Overwhelmed, I put cmd.exe away, and throughout high school and college I found myself more interested in books, articles, and academic papers involving anthropology, history, foreign languages, political science, human rights, and international relations. I started learning R in college as part of a course on econometrics and data analysis for political science. A professor of mine raved about Python and Jupyter Lab as alternatives, but I mostly stuck with R for simple tasks such as data visualizations and regression due to familiarity and a discomfort with non-statistical programming languages or software.

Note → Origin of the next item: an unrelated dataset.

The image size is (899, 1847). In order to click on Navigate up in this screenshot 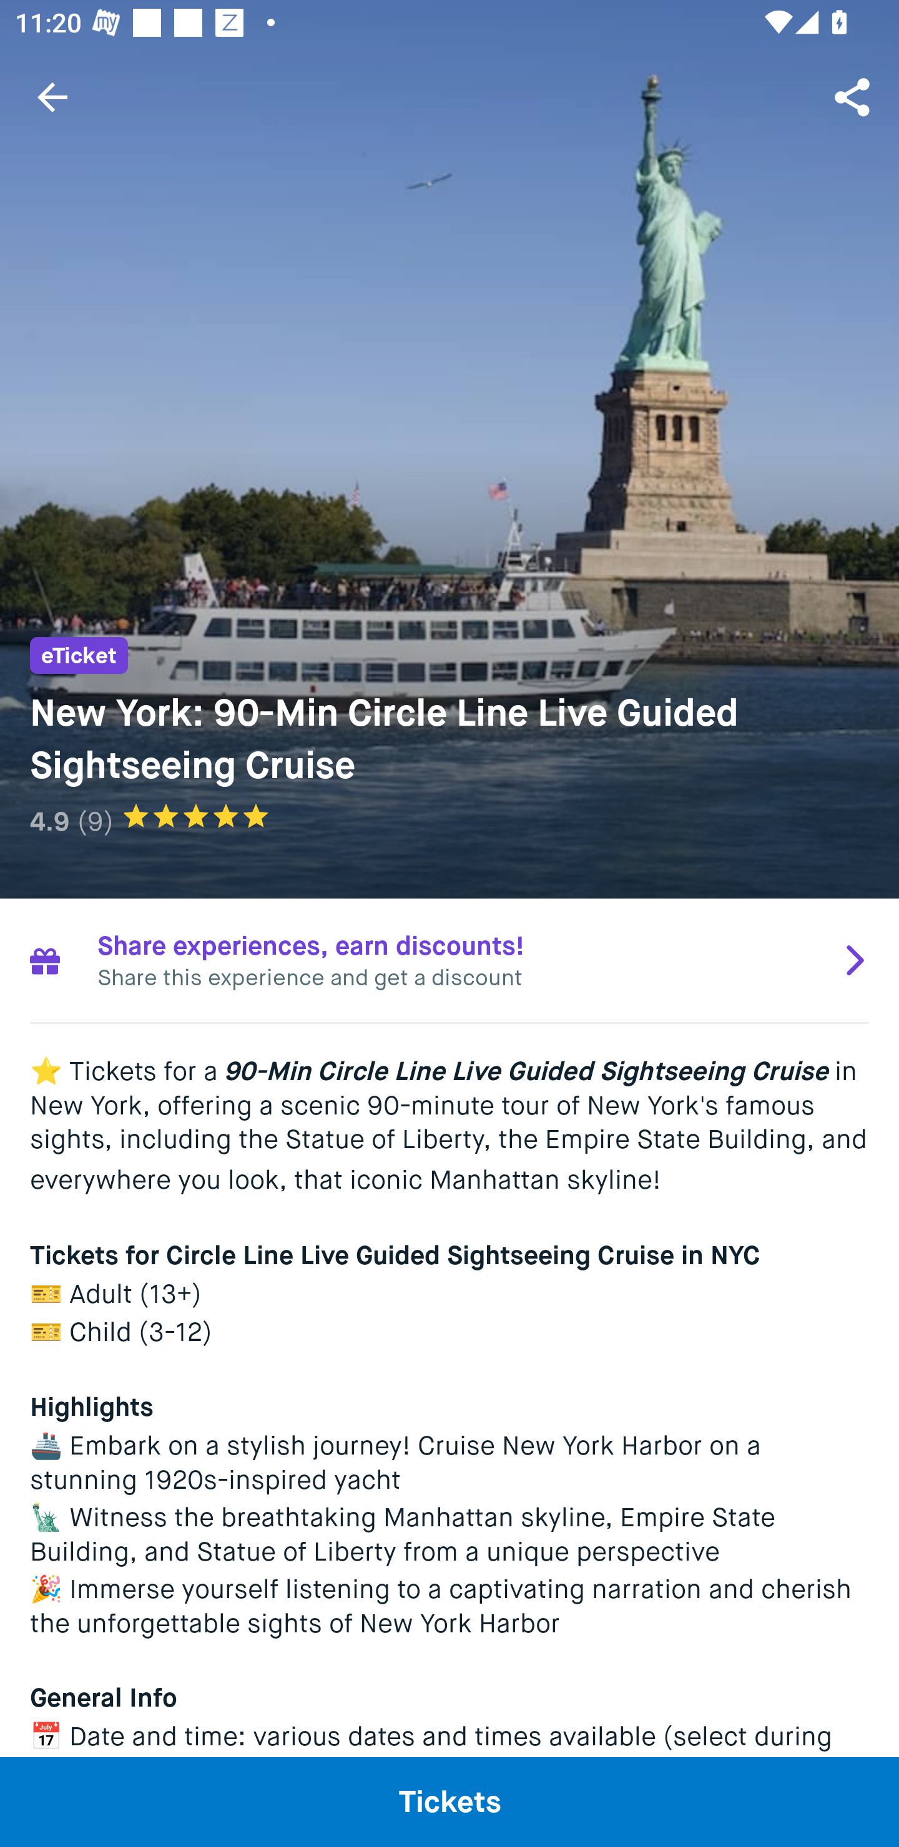, I will do `click(52, 97)`.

I got my first job as a market research analyst in June 2022. In December 2022, a day before my workplace's annual winter holiday party, I decided to learn Python for data analytics/machine learning and JavaScript for web development. I felt limited with R, a renewed interest in Python, and re-emerging nostalgia from when I first stumbled upon command prompt. I bought an annual subscription to Codecademy in late December 2022, and effectively fell into "tutorial hell" during 2023.
In 2024, I wanted a server-side framework outside of Node.js and Express.js and I began learning ASP.NET Core with C#. I became comfortable with Razor pages and C#, but through Microsoft .NET documentation and courses, I learned about architectural modularity and microservices. This prompted research in Go, due to its minimalism, strong concurrency, and strength as a microservice, and it is now my "go-to" server-side web development language, alongside Python for scripting, data analytics, and machine learning, and .NET and C# for enterprise-grade back-end microservices.
I have a background in social sciences and initially learned R. I started learning Python to improve my data skills at work, and my interest eventually evolved into object-oriented programming, web development, and machine learning. I currently use Python, Svelte/SvelteKit, Go, .NET, and Azure.